HOW should a Church train its ministers when the society around it disintegrates? This was the sharp challenge faced by Kajo-Keji Christian College, an Anglican theological college in Kajo-Keji diocese in South Sudan.
During the war between north and south Sudan in the early 2000s, it relocated to Uganda, but it returned to Kajo-Keji in 2008, three years before the independence of South Sudan in 2011. It had nine good years of growth, putting up new buildings, stocking the library, and gaining academic recognition with the higher-education authorities. In 2012, those authorities gave permission for the college to become part of a new Anglican university across the country.
But, at the start of 2017, disaster struck. Fighting between tribal factions spread into the Kajo-Keji area, and the college found itself in the middle of a war zone.
Staff, as well as the general population, fled south across the border to Uganda. The Principal, the Revd James Lule, stayed behind to hire a truck and load it with as many of the college’s resources as he could grab: solar panels, a few desktop computers, some furniture, and as many books from the library as he could carry.
In the end, about one third of the collection was saved. He then had to abandon the site to the fighting, the weather, and looters. It was devastating.
A couple of years later, I visited the college in exile, in the small Ugandan market town of Moyo, on the border with South Sudan. A Mission Aviation Fellowship plane brought me from Entebbe in the south to the airstrip at Moyo.
Uganda has been hospitable to the exiles, providing land for a series of refugee camps and, for the college, some buildings in the town centre. This was where the college opened its doors once more, with its meagre resources, to train South Sudanese men and women for lay and ordained ministry.
It was where I met the staff and students who had arranged a morning of speeches, songs, refreshments, and a “skit”: a lighthearted mimicking of the whole occasion, in which students played themselves and a visitor arrived ceremoniously to give a speech. It was bizarre and hilarious, a moment of pure grace within a context of struggle and suffering — a token of hope for the future.
There was much to celebrate. From reopening in March 2017, with 20 students, the college had now grown to about 100 students in three faculties: theology, education, and business studies.
The Principal had provided strong and inspiring leadership during the traumas, and sponsors had been found to provide initial funding to enable the college to recruit and support the students.
But this is only the start. The college, like so many across Africa, needs to expand, so that it can educate and form enough priests and lay ministers for the growing Christian population.
It is often said that Christianity in Africa is a mile wide and an inch deep. Good-quality theological education, forming the hearts as well as the minds of those who will lead the Church, is needed to deepen that faith.
And one of the biggest barriers to this happening is a lack of funding to pay the college fees and accommodation costs of the future clergy.
The Church Times Train-a-Priest (TAP) Fund appeal is a wonderful opportunity to address this need for the Anglican part of God’s Church in Africa.
A generous response to the appeal will make it possible to support a swath of Anglican ordinands across East, Central, West, and Southern Africa, and will allow institutions such as Kejo-Keji Christian College to build God’s Church for God’s world.
Canon Stephen Spencer is director for theological education at the Anglican Communion Office.
How to donate to the TAP Fund
Every penny you can give goes to ordinands in Africa who face financial difficulty, to support them as they complete their training. Nothing is retained to cover administrative expenses.
Donate online quickly and securely: www.hymnsam.co.uk/donations/tap-fund/
Or you can give by cheque or charity voucher. Please make cheques payable to: “The TAP Fund” and send to:
TAP Fund, Church Times, Hymns Ancient & Modern, 13a Hellesdon Road, Norwich NR6 5DR
If you are a UK payer of income or capital gains tax, a payment by Gift Aid means that the Church Times, through the Hymns Ancient & Modern charity, can recover 25p for every £1 that you give.
If your donation is eligible for Gift Aid, please include a completed TAP Gift Aid form with your cheque. You can also opt for Gift Aid when making an online donation.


#### [Task description]
Find the line containing "Image resolution: width=678" in the entries below. Restate it and each line after it, word for word, up to and including the line containing "This screenshot has height=401, width=789.".

#### [Dataset extract]
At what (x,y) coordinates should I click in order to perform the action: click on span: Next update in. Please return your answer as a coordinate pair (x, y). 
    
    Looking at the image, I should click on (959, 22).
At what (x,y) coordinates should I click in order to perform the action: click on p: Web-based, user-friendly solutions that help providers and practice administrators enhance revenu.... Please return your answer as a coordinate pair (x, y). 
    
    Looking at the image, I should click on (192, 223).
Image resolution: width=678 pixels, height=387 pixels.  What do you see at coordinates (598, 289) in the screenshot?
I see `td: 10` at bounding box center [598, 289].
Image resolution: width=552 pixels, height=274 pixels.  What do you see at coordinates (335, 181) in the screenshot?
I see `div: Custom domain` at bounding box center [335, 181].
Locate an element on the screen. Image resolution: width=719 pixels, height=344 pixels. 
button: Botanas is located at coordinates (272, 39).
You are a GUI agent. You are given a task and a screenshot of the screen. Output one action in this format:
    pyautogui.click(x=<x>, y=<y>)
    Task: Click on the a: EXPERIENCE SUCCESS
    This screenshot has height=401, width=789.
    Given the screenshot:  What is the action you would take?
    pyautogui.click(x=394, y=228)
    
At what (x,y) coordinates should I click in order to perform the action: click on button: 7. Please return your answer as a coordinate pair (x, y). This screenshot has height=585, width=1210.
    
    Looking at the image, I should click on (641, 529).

---

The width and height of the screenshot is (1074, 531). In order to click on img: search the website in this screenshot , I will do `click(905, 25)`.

#### [Response to this task]
Image resolution: width=678 pixels, height=387 pixels.  What do you see at coordinates (598, 289) in the screenshot?
I see `td: 10` at bounding box center [598, 289].
Image resolution: width=552 pixels, height=274 pixels.  What do you see at coordinates (335, 181) in the screenshot?
I see `div: Custom domain` at bounding box center [335, 181].
Locate an element on the screen. Image resolution: width=719 pixels, height=344 pixels. 
button: Botanas is located at coordinates (272, 39).
You are a GUI agent. You are given a task and a screenshot of the screen. Output one action in this format:
    pyautogui.click(x=<x>, y=<y>)
    Task: Click on the a: EXPERIENCE SUCCESS
    This screenshot has height=401, width=789.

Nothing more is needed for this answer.